The Witness Post
Technology & Invention5 MIN. READ

THOMAS EDISON SECURES PATENT FOR PHONOGRAPH SOUND RECORDING DEVICE

The United States Patent Office grants Thomas Edison the rights to his revolutionary machine capable of recording and reproducing human speech.

Fig. 1: The tinfoil sonograph.
Fig. 1: The tinfoil sonograph.

A Machine That Speaks

MENLO PARK, United States - Thomas Edison has received official patent number 200,521 today for his phonograph invention. The United States Patent Office issued the document this morning in Washington, granting the thirty one year old inventor exclusive legal rights to the device. This mechanical cylinder successfully captures human sound waves and plays them back to listeners with astonishing clarity.

Capturing the Ephemeral

The creation of a machine that preserves the human voice alters the fundamental boundaries of communication. Before this morning, spoken words disappeared the exact moment they left the mouth of the speaker. Edison has achieved the seemingly impossible task of capturing spontaneous sound and making it permanent. The scientific community is currently marveling at the sheer ingenuity of the mechanism. Observers foresee profound implications for business dictation, the teaching of elocution, family archiving, and the preservation of great political speeches for future generations. This federal patent officially recognizes Edison as the sole creator of this groundbreaking acoustic technology. It strictly protects his financial interests against a multitude of competitors who are already rushing to copy his revolutionary design.

Grooves in the Tinfoil

Inside the Menlo Park laboratory, the atmosphere is triumphant. Assistants are demonstrating the newly patented machine to a crowded room of visiting reporters, prominent scientists, and wealthy investors. The device resting on the central wooden table appears remarkably unassuming. It consists primarily of a grooved brass cylinder mounted on a long threaded shaft. A piece of heavy tinfoil wraps tightly around the outer surface of the cylinder. When demonstrating the invention, Edison leans close and speaks forcefully into a metal mouthpiece attached to a thin mica diaphragm. The invisible sound vibrations travel directly through the diaphragm to a sharp steel stylus. As Edison steadily turns a hand crank attached to the shaft, the stylus scores a continuous undulating groove into the rotating tinfoil surface. The physical depth of the indentation varies exactly with the intense pressure of the striking sound waves. To play the recorded audio back, the inventor carefully repositions the stylus at the very beginning of the groove and turns the crank once again. The indented foil pushes upward against the stylus, moving the diaphragm in reverse and recreating the original spoken words perfectly. The mechanical reproduction of the voice sounds slightly metallic. The words remain completely recognizable to everyone in the room. The absolute simplicity of the design astounds the assembled engineering experts who assumed such a miraculous device would require complex electrical currents and massive batteries. The fragile tinfoil surface tears easily after only a few playbacks, prompting the exhausted laboratory team to begin actively experimenting with harder wax materials for superior long term durability.

"I was never so taken aback in my life. Everybody was astonished. I was always afraid of things that worked the first time."
Thomas Edison

The Silence Broken

The acquisition of this formal patent immediately transforms the phonograph from a fascinating laboratory curiosity into a highly lucrative commercial enterprise. The newly formed Edison Speaking Phonograph Company is currently preparing to manufacture these exact devices for public exhibitions across the country. As massive crowds gather in metropolitan centers to hear metal machines speak and sing, modern society officially enters an era where the voices of the living can finally outlast human mortality. The absolute silence of history has finally been broken.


- Exercise
Retype, word for word, every line starting at the line with "Enumerate this screenshot's" and ending with the final line of the entries; skip the pictures.

- Exercise inputs
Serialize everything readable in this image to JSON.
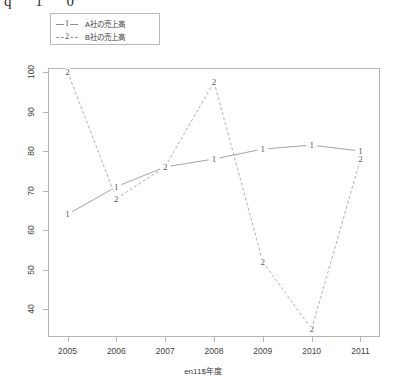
{
  "artifact": {
    "top_text": "q 1 0"
  },
  "legend": {
    "position": "top-left",
    "entries": [
      {
        "glyph": "1",
        "label": "A社の売上高",
        "style": "solid"
      },
      {
        "glyph": "2",
        "label": "B社の売上高",
        "style": "dashed"
      }
    ]
  },
  "axes": {
    "xlabel": "en11$年度",
    "ylabel": "",
    "xticks": [
      "2005",
      "2006",
      "2007",
      "2008",
      "2009",
      "2010",
      "2011"
    ],
    "yticks": [
      "40",
      "50",
      "60",
      "70",
      "80",
      "90",
      "100"
    ]
  },
  "chart_data": {
    "type": "line",
    "title": "",
    "subtitle": "",
    "xlabel": "en11$年度",
    "ylabel": "",
    "categories": [
      "2005",
      "2006",
      "2007",
      "2008",
      "2009",
      "2010",
      "2011"
    ],
    "x": [
      2005,
      2006,
      2007,
      2008,
      2009,
      2010,
      2011
    ],
    "xlim": [
      2004.6,
      2011.4
    ],
    "ylim": [
      33,
      101
    ],
    "grid": false,
    "legend_position": "top-left",
    "point_labels": "series-number",
    "series": [
      {
        "name": "A社の売上高",
        "glyph": "1",
        "style": "solid",
        "color": "#8d8d8d",
        "values": [
          64,
          71,
          76,
          78,
          80.5,
          81.5,
          80
        ]
      },
      {
        "name": "B社の売上高",
        "glyph": "2",
        "style": "dashed",
        "color": "#9a9a9a",
        "values": [
          100,
          68,
          76,
          97.5,
          52,
          35,
          78
        ]
      }
    ]
  },
  "colors": {
    "background": "#ffffff",
    "axis": "#b5b5b5",
    "text": "#3d3d3d",
    "series1": "#8d8d8d",
    "series2": "#9a9a9a"
  }
}
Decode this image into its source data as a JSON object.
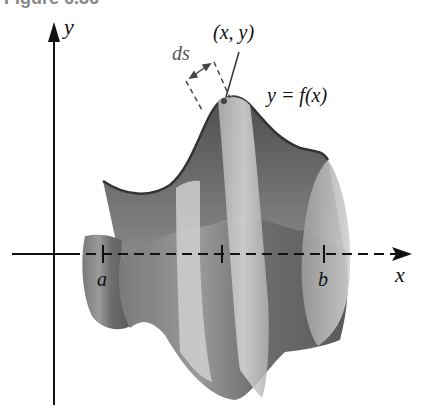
{
  "figure": {
    "caption": "Figure 6.36",
    "labels": {
      "y_axis": "y",
      "x_axis": "x",
      "point": "(x, y)",
      "arc_length": "ds",
      "curve": "y = f(x)",
      "lower_bound": "a",
      "upper_bound": "b"
    },
    "colors": {
      "surface_dark": "#5a5a5a",
      "surface_mid": "#8a8a8a",
      "band_light": "#c8c8c8",
      "axis": "#111111",
      "background": "#ffffff"
    }
  }
}
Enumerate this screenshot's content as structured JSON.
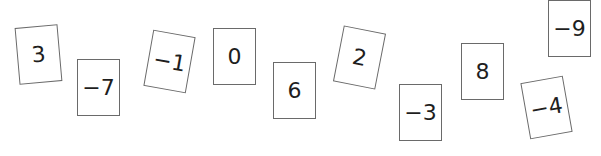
{
  "cards": [
    {
      "value": "3",
      "left": 17,
      "top": 26,
      "rotate": -5
    },
    {
      "value": "−7",
      "left": 77,
      "top": 59,
      "rotate": 0
    },
    {
      "value": "−1",
      "left": 148,
      "top": 33,
      "rotate": 10
    },
    {
      "value": "0",
      "left": 213,
      "top": 28,
      "rotate": 0
    },
    {
      "value": "6",
      "left": 273,
      "top": 62,
      "rotate": 0
    },
    {
      "value": "2",
      "left": 338,
      "top": 29,
      "rotate": 11
    },
    {
      "value": "−3",
      "left": 399,
      "top": 84,
      "rotate": 0
    },
    {
      "value": "8",
      "left": 461,
      "top": 43,
      "rotate": 0
    },
    {
      "value": "−4",
      "left": 525,
      "top": 79,
      "rotate": -10
    },
    {
      "value": "−9",
      "left": 548,
      "top": 0,
      "rotate": 0
    }
  ]
}
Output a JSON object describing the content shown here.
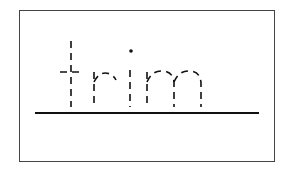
{
  "worksheet": {
    "word": "trim",
    "letters": [
      "t",
      "r",
      "i",
      "m"
    ],
    "style": "dashed-trace",
    "colors": {
      "stroke": "#111111",
      "border": "#444444",
      "background": "#ffffff"
    }
  }
}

- Response to the exercise
Enumerate this screenshot's content as structured JSON.
{
  "cards": [
    {
      "value": "3",
      "left": 17,
      "top": 26,
      "rotate": -5
    },
    {
      "value": "−7",
      "left": 77,
      "top": 59,
      "rotate": 0
    },
    {
      "value": "−1",
      "left": 148,
      "top": 33,
      "rotate": 10
    },
    {
      "value": "0",
      "left": 213,
      "top": 28,
      "rotate": 0
    },
    {
      "value": "6",
      "left": 273,
      "top": 62,
      "rotate": 0
    },
    {
      "value": "2",
      "left": 338,
      "top": 29,
      "rotate": 11
    },
    {
      "value": "−3",
      "left": 399,
      "top": 84,
      "rotate": 0
    },
    {
      "value": "8",
      "left": 461,
      "top": 43,
      "rotate": 0
    },
    {
      "value": "−4",
      "left": 525,
      "top": 79,
      "rotate": -10
    },
    {
      "value": "−9",
      "left": 548,
      "top": 0,
      "rotate": 0
    }
  ]
}
Output a JSON object describing the content shown here.
{
  "worksheet": {
    "word": "trim",
    "letters": [
      "t",
      "r",
      "i",
      "m"
    ],
    "style": "dashed-trace",
    "colors": {
      "stroke": "#111111",
      "border": "#444444",
      "background": "#ffffff"
    }
  }
}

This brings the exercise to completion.